Trelawny left aboard the Bolivar two days later, though Captain Roberts stayed on at the Casa Magni so as to be able to help Shelley sail the Don Juan down to Livorno—for Leigh Hunt and his family were finally due to arrive there in two weeks; at last Hunt and Shelley and Byron would be able to start their magazine, though Shelley seemed to have lost some of his enthusiasm for the project.
Shelley was, in fact, devoting all his attention to refitting the Don Juan, presumably to make it a more imposing vessel, better able to stand comparison with Byron’s ostentatious Bolivar. He and Roberts and Williams were adding a false stern and bow to make the vessel look longer, and had dramatically increased the amount of canvas she could spread.
They also re-ballasted her; Crawford pointed out that the vessel rode a little higher now than it had before the refitting, but Shelley assured him that they knew what they were doing.
On the evening of Trelawny’s departure, Crawford was standing with Shelley and Claire on the terrace and watching the Bolivar’s sails recede to the south against a cloudless bronze sunset, when Josephine stepped out onto the terrace from the dining room and gave Crawford an unfriendly look.
“Can I speak to you in our room, Michael?”
Crawford turned to bare his teeth out at the sea and squint his eyes shut, then let his face relax as he turned around. “Of course, Julia,” he said, following her back inside.
Shelley had given up his room when Josephine told him that she and Crawford were married, and Crawford now missed his old bunk in the servants’ quarters.
She shut the door when he had followed her into the room. “I told you this morning,” she said, “that I wanted a definite answer from you about when we’re leaving this ghastly place.”
“Right.” He sighed, and sat down in a chair by the window. “Shelley’s sailing south to Livorno a week from yesterday, to meet Byron and this Leigh Hunt fellow. Shelley said you and I can ride along.”
“Why how frightfully generous of him!—considering that you’ve been working here for nearly two months without a penny of pay. You still haven’t explained to me why you failed to demand passage on the Bollix or whatever its foolish name was.”
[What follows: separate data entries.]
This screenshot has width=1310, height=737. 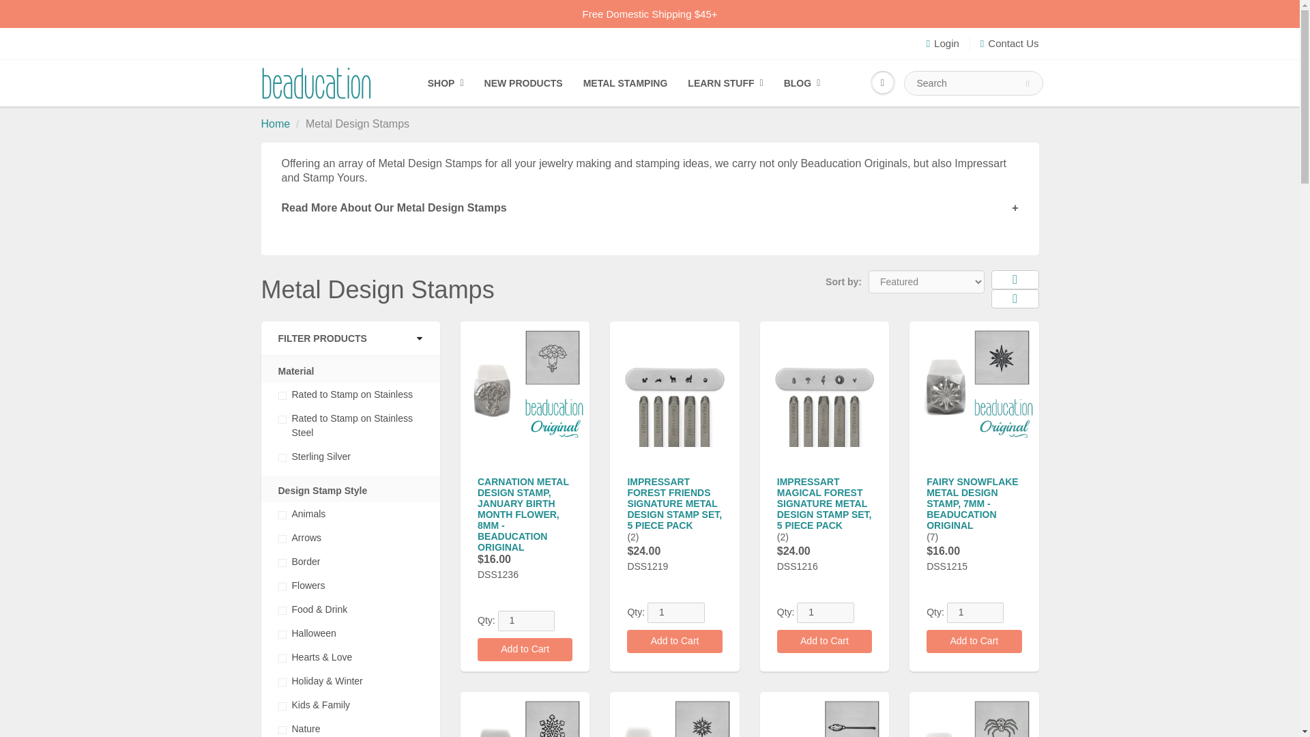 I want to click on 1, so click(x=976, y=613).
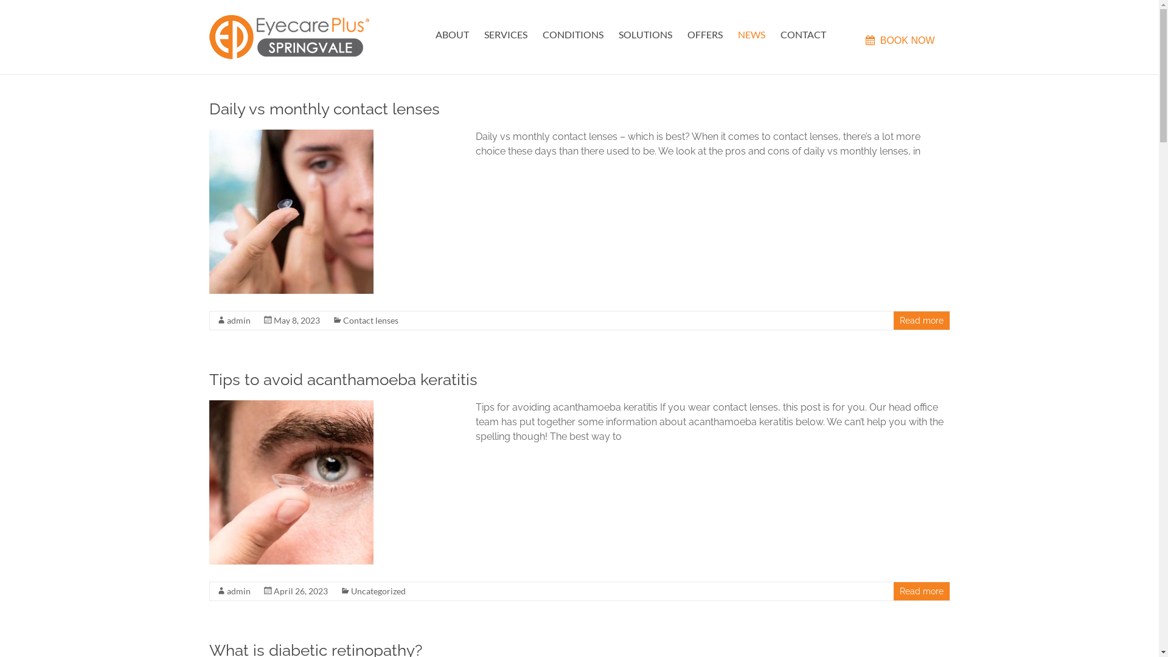  What do you see at coordinates (506, 33) in the screenshot?
I see `SERVICES` at bounding box center [506, 33].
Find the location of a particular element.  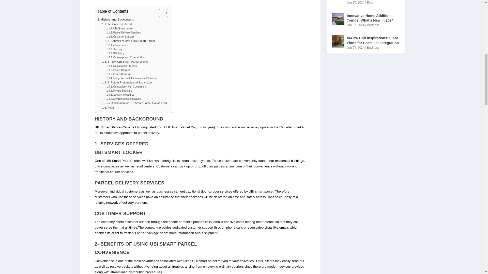

2- Benefits of Using UBI Smart Parcel is located at coordinates (128, 41).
“Yes, I did. Mary Shelley—and Claire, lately—are patients of mine, and I don’t want to leave them while their conditions are in doubt.” He tried to look sincere as he said this—the truth was that he had been delaying leaving the Casa Magni because he thought she was more likely to recover her real Josephine personality here, where she’d lost it, than in the cosmopolitan atmosphere of Livorno, or back at home in the now alien nation of England.